The revamped hiring policy focuses on several areas that have caused obvious problems for many years. Among its highlights, the new policy:

• Eliminates the use of “knowledge, skills and abilities (KSA)” essays to assess candidates in the initial stages of the hiring process, and instead rely on resumes. The complaint about KSA’s has been that prospective employees have been required to respond to very preliminary questions with essays, when a resume might offer a clear description of the skills and knowledge he/she needed in previous jobs. The switch to resume-based hiring also brings the government’s process more in line with that of the private sector, potentially making government work more accessible and competitive.

• Requires managers and supervisors to play a greater role in the hiring process.  Under earlier policies, the manager or supervisor, who would potentially work directly with a new employee, might never interview the applicant.

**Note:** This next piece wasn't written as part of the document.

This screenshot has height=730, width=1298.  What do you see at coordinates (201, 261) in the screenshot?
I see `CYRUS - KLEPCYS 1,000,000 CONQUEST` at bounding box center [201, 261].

• Use shorter job announcements written in plain English.  Current job descriptions, say many applicants, use obscure terminology and convoluted sentence structures, making it hard even to figure out what the job is.

• Eliminate the current “rule-of-three” process, where only the top-three-scoring candidates are put forward for hiring managers to choose from, and instead adopt the category rating system, where managers can select from many more candidates placed in broad quality groupings.  “Right now, once you make it through the meat grinder of this process, all these good candidates, who are well qualified — they’re best qualified — we throw them out and make them start over again,” says John Berry, head of the Office of Personnel Management (OPM), which oversees federal hiring. “We’re going to stop that and now allow departments to immediately draw out of that pool.”

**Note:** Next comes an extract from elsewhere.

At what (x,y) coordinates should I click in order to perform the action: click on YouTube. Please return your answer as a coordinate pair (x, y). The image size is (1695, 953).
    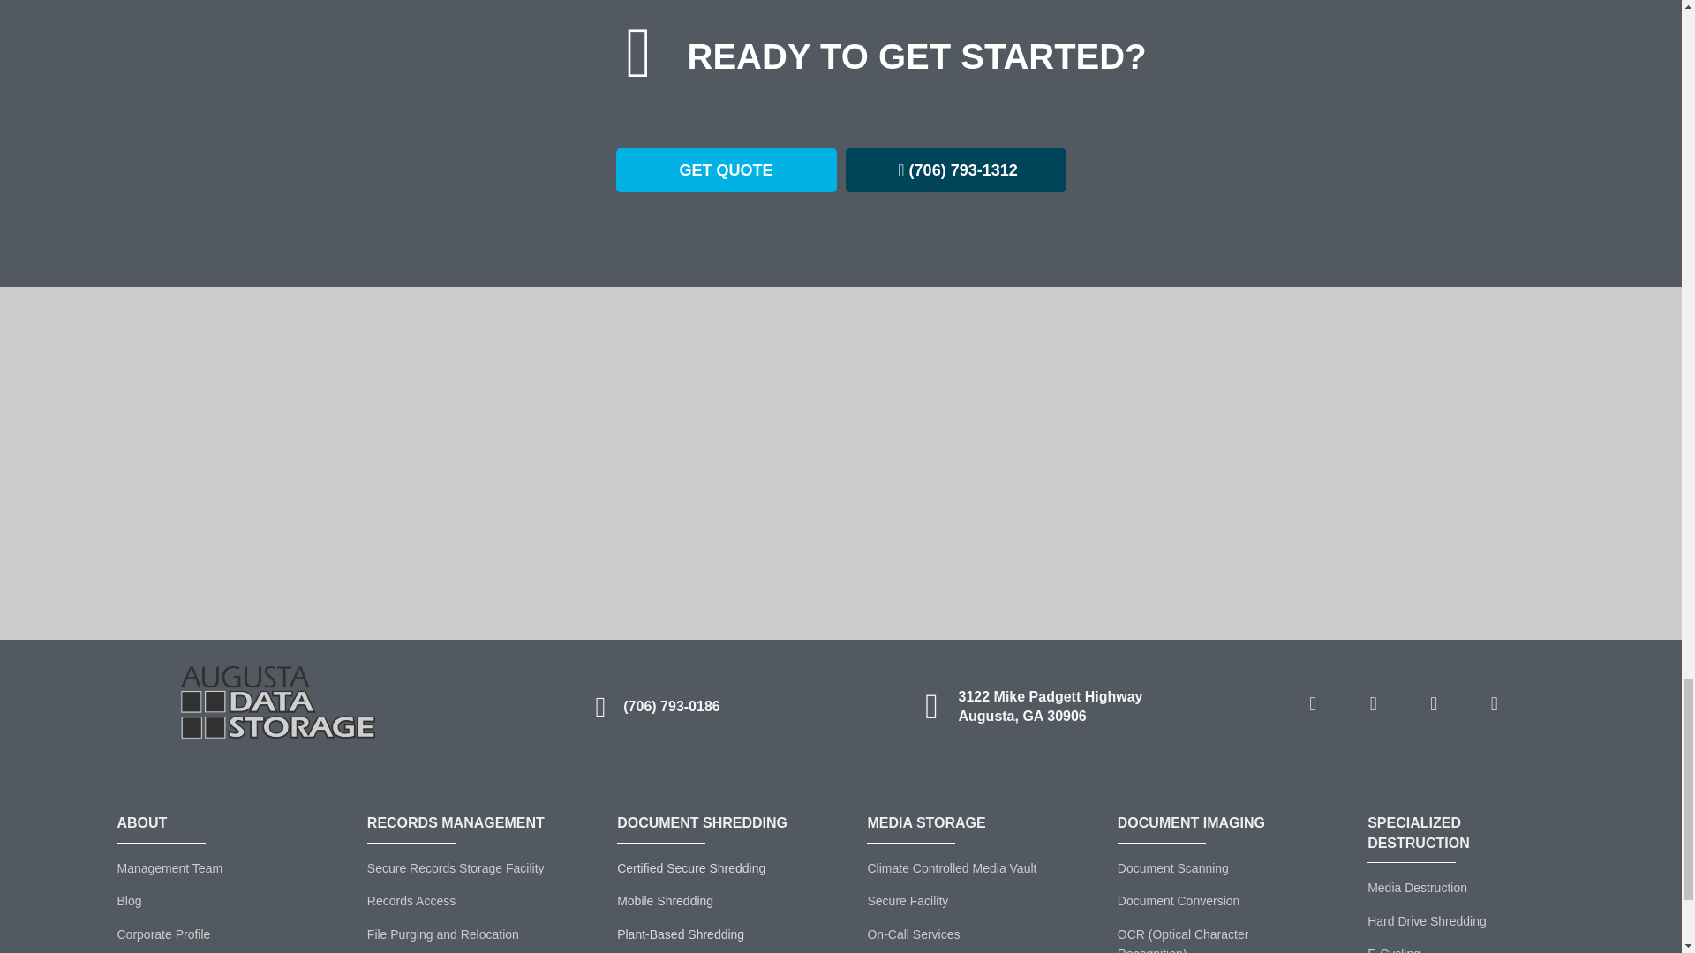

• Notify applicants of their status at four points in the hiring process. Currently, agencies take about 140 days on average to fill a job vacancy, and many fear that the best candidates get tired of waiting for the government and take jobs elsewhere. Leaders hope that the new reforms will get the government’s average down to 80 days.

“For far too long our human resources systems have been a hindrance,” says Berry. “We have great workers in spite of the hiring process, not because of it.”

A further streamlining move is evident on the federal government’s USAjobs website, where job seekers can now fill out a single, standardized application for any federal agency.

Last year, the Housing and Urban Development Department (HUD) served as a guinea pig for new hiring practices, and the results have been encouraging. When the agency mapped out its existing hiring process, it identified 40 steps, which HUD’s top hiring officer said “looked like a wiring diagram for an electronic circuit.” Subsequently, HUD pared the process down to a 14-step program, standardized its procedures and, as a result, cut its average hiring time from 139 days to 77. In anticipation of the Nov. 1, 2010 deadline, other agencies are expected to use a similar mapping process to streamline their own procedures.

Will this latest effort make a difference? We can only hope that the Obama administration’s stated commitment to better, more efficient and open government will enable it to succeed where others have not.